Family memories and basic sources such as census records at the
main library in Miami allowed us to trace much of our paternal
ancestry back some 150 years. Genealogy librarian Renee Pierce has provided
excellent guidance to the library's vast resources.
That we have made further progress quickly is due to the research previously done by others. Some of the more important among them:
Maxine Hobbs gave us the first hints on the background
of John (1818) Gamber's wife Maria Jane, and the whole
Beeler/Bigler/Summersgill connection.
Rick Gamber
started us on the
study of the Wilbert Gamber line.
Rebecca Pauley provided the key to Bumgarner, and,
eventually, to the home site of the Bumgarners maintained by Jim
Bumgarner. Becky has also maintained a sharp eye for Gamber information,
feeding us items we might not have otherwise found.
Claude Schauber provided information from his study of the archives in Gambsheim, Alsace.
Mme Chantel Mangeot of the civil records section of the commune Saint-Mihiel, Meuse,
Lorraine, France, is the model "can-do" bureaucrat. She, and the information she kept at her desk, made researching the Rut(t)an(t) family incredibly easy.
Our American Rutan information depends heavily on Jim Keagan, who has been building on the work of J Robert Meachem, who built on the work of J Frank Rutan and others.

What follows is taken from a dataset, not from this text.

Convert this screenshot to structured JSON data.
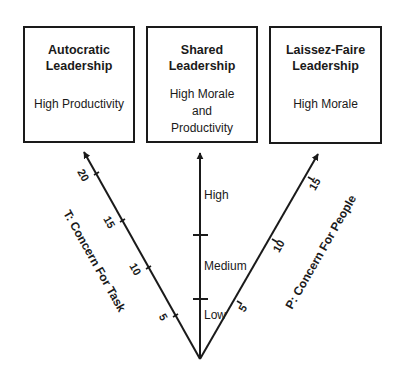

Joe Rhea is the prototype research addict, spending thousands of hours and months of travel each year in the search for a complete inventory of everything Bedell in the US.
Katherine Traynham has gathered extensive information on the descendants of Jacob H Gamber of Lancaster county.
In a more general way, the
Southwestern Pennsylvania Genealogical Society (Washington) and
Cornerstone Genealogical Society (Waynesburg) have collected
resources of enormous value to families in Washington and Greene counties.
Ruth Craft at Cornerstone has provided copies of
our family's records contained in their archives.
The staffs of the Orphans Court archives of Greene and Washington Counties, PA, and in particular Ms Pat Stavovy of Washington, have been of immense value in helping me learn a complex record system with a logic all its own.
To these, others
named in the sources, and other genealogy researchers not named (not known), our
heartfelt thanks.
And a special thanks to Fred Krebs, who has taken the time to read and critique my essays. (Others are invited to do the same.)